British intelligence undertook an audacious operation to listen in on the private conversations of 10,000 German prisoners of war without their ever knowing they were being overheard. The prisoners' unguarded reminiscences and unintentional confessions have only just come to light, and prove how closely the German army were involved in the atrocities of the Holocaust. British intelligence requisitioned three stately homes for this epic task, and converted each into an elaborate trap. The 100,000 hours of conversation they captured provided crucial intelligence that changed the course of the war, and revealed some of its worst horrors, from rape to mass executions to one of the earliest bulletins from the concentration camps. But when the fighting ended, the recordings were destroyed and the transcripts locked away for half a century. Only now have they been declassified, researched and cross-referenced.
The Draymen Estate has become an urban legend. Amongst the sinister stories of unsavoury locals and brutal violence, several people have apparently gone missing. Even the police won't go there. Eter two naive student filmmakers with a well-meaning plan to make a sympathetic documentary of life on the estate. The unlucky duo quickly discovers that problems of drugs and crime in this community go way beyond the norm. This is a community which is about to present the students with material of unimaginable horror - turning their final project int their darkest nightmare.
Elliott Jordan stars as a white collar button pusher whose life gets turned upside down when he gets involved with Nicki (Katharine Peachey), one-time girlfriend of local psycho Si Naylor (Paul McNeilly) This low budget British indie also goes by the title This Is Essex for its DVD release.
It all began so innocently for two children growing up in the deepest countryside, their imaginations set ablaze by a book on local myths and legends. Berenice convinces her younger brother Brian that she is the reincarnation of a witch with the powers to put everything right. As they grow up Brian becomes emotionally dependent on his sister, so that when she returns to the family home for Christmas with her new boyfriend he feels totally betrayed. At the same time a man strongly resembling the mythical Jake the Mid-Folker is closing in. An overwhelming sense of impending horror surrounds the house, but is the enemy outside - or is the enemy within?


▸ **About this exercise**
Each line with the string "month" is to be copied from the records below.

▸ **Information supplied**
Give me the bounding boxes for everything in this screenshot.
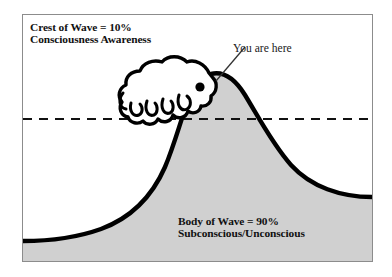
body-label-line1: Body of Wave = 90% (178, 215, 305, 227)
crest-label: Crest of Wave = 10% Consciousness Awaren… (30, 21, 151, 46)
you-are-here-label: You are here (233, 42, 292, 55)
figure-container: Crest of Wave = 10% Consciousness Awaren… (0, 0, 392, 277)
crest-label-line2: Consciousness Awareness (30, 33, 151, 45)
body-label: Body of Wave = 90% Subconscious/Unconsci… (178, 215, 305, 240)
body-label-line2: Subconscious/Unconscious (178, 227, 305, 239)
you-are-here-dot (195, 82, 204, 91)
figure-frame: Crest of Wave = 10% Consciousness Awaren… (22, 14, 373, 262)
crest-label-line1: Crest of Wave = 10% (30, 21, 151, 33)
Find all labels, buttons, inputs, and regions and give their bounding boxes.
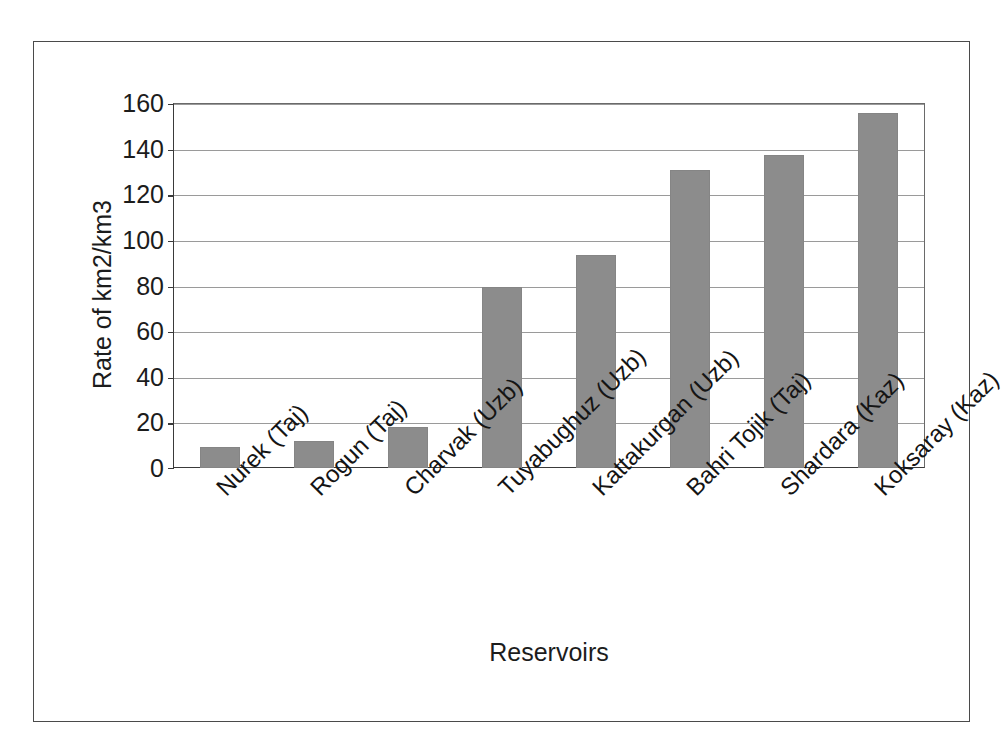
chart-figure: 160 140 120 100 80 60 40 20 0 Rate of km… <box>0 0 1004 753</box>
y-tick-label-80: 80 <box>136 274 164 299</box>
y-tick-mark-0 <box>168 468 174 469</box>
y-axis-title-wrap: Rate of km2/km3 <box>53 100 93 460</box>
y-tick-label-0: 0 <box>150 456 164 481</box>
y-tick-label-40: 40 <box>136 365 164 390</box>
y-tick-label-160: 160 <box>122 91 164 116</box>
y-axis-title: Rate of km2/km3 <box>88 150 117 440</box>
bar-kattakurgan-uzb[interactable] <box>576 255 616 468</box>
y-tick-label-20: 20 <box>136 410 164 435</box>
y-tick-label-100: 100 <box>122 228 164 253</box>
y-tick-label-140: 140 <box>122 137 164 162</box>
y-tick-label-120: 120 <box>122 182 164 207</box>
x-axis-title: Reservoirs <box>173 638 925 667</box>
y-tick-label-60: 60 <box>136 319 164 344</box>
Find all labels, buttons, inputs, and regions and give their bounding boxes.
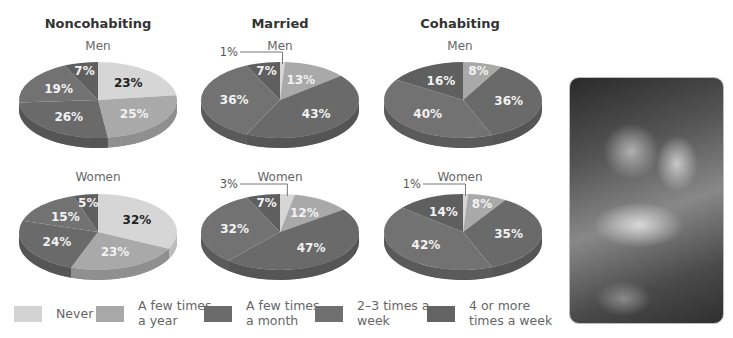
- subtitle-women: Women: [8, 170, 188, 184]
- slice-label: 47%: [297, 241, 326, 255]
- group-title-noncohabiting: Noncohabiting: [8, 16, 188, 31]
- subtitle-men: Men: [370, 39, 550, 53]
- group-title-married: Married: [190, 16, 370, 31]
- legend-item-few-year: A few times a year: [96, 298, 216, 328]
- group-title-cohabiting: Cohabiting: [370, 16, 550, 31]
- pie-cohabiting-women: 1%8%35%42%14%: [0, 0, 1, 1]
- slice-label: 36%: [220, 93, 249, 107]
- slice-label: 32%: [123, 213, 152, 227]
- slice-label: 7%: [74, 64, 94, 78]
- slice-label: 8%: [468, 64, 488, 78]
- legend-swatch: [14, 306, 42, 322]
- slice-label: 23%: [101, 245, 130, 259]
- legend-item-2-3-week: 2–3 times a week: [315, 298, 435, 328]
- legend-label: 4 or more times a week: [469, 298, 569, 328]
- slice-label: 19%: [44, 82, 73, 96]
- slice-label: 15%: [51, 210, 80, 224]
- slice-label: 14%: [429, 205, 458, 219]
- legend-swatch: [96, 306, 124, 322]
- couple-photo: [569, 77, 724, 324]
- slice-label: 16%: [427, 74, 456, 88]
- chart-legend: Never A few times a year A few times a m…: [14, 298, 559, 332]
- slice-label: 32%: [220, 222, 249, 236]
- slice-label: 25%: [120, 107, 149, 121]
- slice-callout-label: 1%: [220, 45, 238, 59]
- subtitle-women: Women: [190, 170, 370, 184]
- subtitle-men: Men: [8, 39, 188, 53]
- slice-label: 5%: [78, 196, 98, 210]
- legend-swatch: [204, 306, 232, 322]
- legend-item-4-plus-week: 4 or more times a week: [427, 298, 569, 328]
- slice-label: 26%: [54, 110, 83, 124]
- slice-label: 35%: [494, 227, 523, 241]
- subtitle-women: Women: [370, 170, 550, 184]
- legend-label: A few times a month: [246, 298, 324, 328]
- slice-label: 7%: [257, 196, 277, 210]
- legend-item-few-month: A few times a month: [204, 298, 324, 328]
- slice-callout-label: 1%: [403, 177, 421, 191]
- slice-label: 12%: [290, 206, 319, 220]
- slice-label: 7%: [256, 64, 276, 78]
- subtitle-men: Men: [190, 39, 370, 53]
- legend-swatch: [315, 306, 343, 322]
- slice-label: 42%: [412, 238, 441, 252]
- slice-label: 24%: [43, 235, 72, 249]
- slice-label: 8%: [472, 197, 492, 211]
- slice-label: 36%: [494, 94, 523, 108]
- slice-label: 43%: [302, 107, 331, 121]
- slice-label: 23%: [114, 76, 143, 90]
- slice-label: 40%: [413, 107, 442, 121]
- slice-callout-label: 3%: [220, 177, 238, 191]
- legend-label: 2–3 times a week: [357, 298, 435, 328]
- legend-swatch: [427, 306, 455, 322]
- slice-label: 13%: [286, 73, 315, 87]
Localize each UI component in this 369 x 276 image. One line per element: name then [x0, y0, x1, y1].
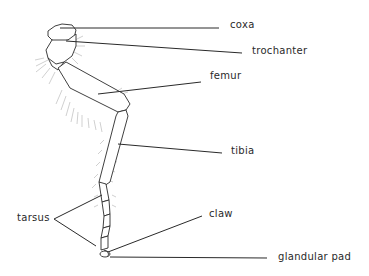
label-tibia: tibia — [231, 145, 254, 156]
tibia-shape — [99, 110, 128, 186]
leader-claw — [108, 216, 202, 252]
femur-shape — [58, 62, 130, 112]
leader-lines — [54, 28, 267, 258]
leader-tarsus-upper — [54, 195, 102, 219]
leader-trochanter — [66, 41, 242, 53]
label-claw: claw — [209, 208, 233, 219]
tarsus-segment-2 — [102, 200, 110, 216]
insect-leg-diagram: coxa trochanter femur tibia tarsus claw … — [0, 0, 369, 276]
hairs — [35, 36, 128, 207]
leg-drawing — [0, 0, 369, 276]
label-tarsus: tarsus — [17, 212, 50, 223]
label-femur: femur — [210, 70, 241, 81]
tarsus-segment-5 — [101, 236, 108, 250]
label-coxa: coxa — [230, 19, 255, 30]
label-glandular-pad: glandular pad — [278, 251, 351, 262]
tarsus-segment-1 — [99, 182, 109, 202]
leader-tarsus-lower — [54, 219, 96, 246]
leader-tibia — [118, 144, 222, 153]
tarsus-segment-4 — [101, 226, 110, 238]
leader-glandular-pad — [110, 257, 267, 258]
label-trochanter: trochanter — [252, 45, 307, 56]
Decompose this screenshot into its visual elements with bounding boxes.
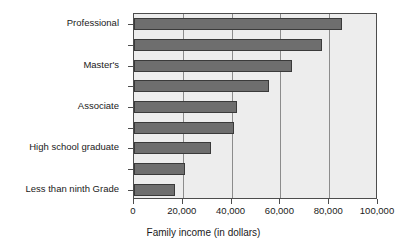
x-axis-tick <box>133 199 134 204</box>
x-axis-tick-label: 0 <box>130 206 135 216</box>
bar <box>134 163 185 175</box>
plot-area <box>133 13 377 199</box>
y-axis-tick <box>128 66 134 67</box>
y-axis-tick <box>128 86 134 87</box>
bar-chart: ProfessionalMaster'sAssociateHigh school… <box>0 0 407 249</box>
bar-row <box>134 159 378 180</box>
bar-row <box>134 55 378 76</box>
x-axis-tick-label: 20,000 <box>167 206 196 216</box>
y-axis-tick <box>128 24 134 25</box>
y-axis-labels: ProfessionalMaster'sAssociateHigh school… <box>0 13 127 199</box>
bar <box>134 39 322 51</box>
y-axis-tick <box>128 169 134 170</box>
x-axis-tick <box>328 199 329 204</box>
bar <box>134 80 269 92</box>
y-axis-tick <box>128 148 134 149</box>
y-axis-tick <box>128 128 134 129</box>
bar-row <box>134 35 378 56</box>
bar <box>134 18 342 30</box>
x-axis-tick-labels: 020,00040,00060,00080,000100,000 <box>133 206 377 220</box>
y-axis-label: Associate <box>78 101 119 111</box>
x-axis-title: Family income (in dollars) <box>0 228 407 238</box>
bar <box>134 60 292 72</box>
x-axis-tick <box>182 199 183 204</box>
x-axis-tick-label: 40,000 <box>216 206 245 216</box>
x-axis-tick-label: 80,000 <box>314 206 343 216</box>
bar <box>134 142 211 154</box>
x-axis-tick <box>377 199 378 204</box>
x-axis-tick-label: 100,000 <box>360 206 394 216</box>
y-axis-label: Master's <box>83 60 119 70</box>
bars <box>134 14 376 198</box>
y-axis-tick <box>128 107 134 108</box>
bar-row <box>134 117 378 138</box>
bar <box>134 184 175 196</box>
bar-row <box>134 179 378 200</box>
y-axis-label: Professional <box>67 19 119 29</box>
bar-row <box>134 97 378 118</box>
y-axis-label: Less than ninth Grade <box>26 184 119 194</box>
y-axis-tick <box>128 45 134 46</box>
bar <box>134 101 237 113</box>
bar <box>134 122 234 134</box>
y-axis-label: High school graduate <box>29 143 119 153</box>
bar-row <box>134 76 378 97</box>
bar-row <box>134 14 378 35</box>
bar-row <box>134 138 378 159</box>
x-axis-tick <box>279 199 280 204</box>
x-axis-tick-label: 60,000 <box>265 206 294 216</box>
x-axis-tick <box>231 199 232 204</box>
y-axis-tick <box>128 190 134 191</box>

▸ **Exercise solution**
- legend-label: A few times a month: [246, 298, 324, 328]
- legend-item-few-month: A few times a month: [204, 298, 324, 328]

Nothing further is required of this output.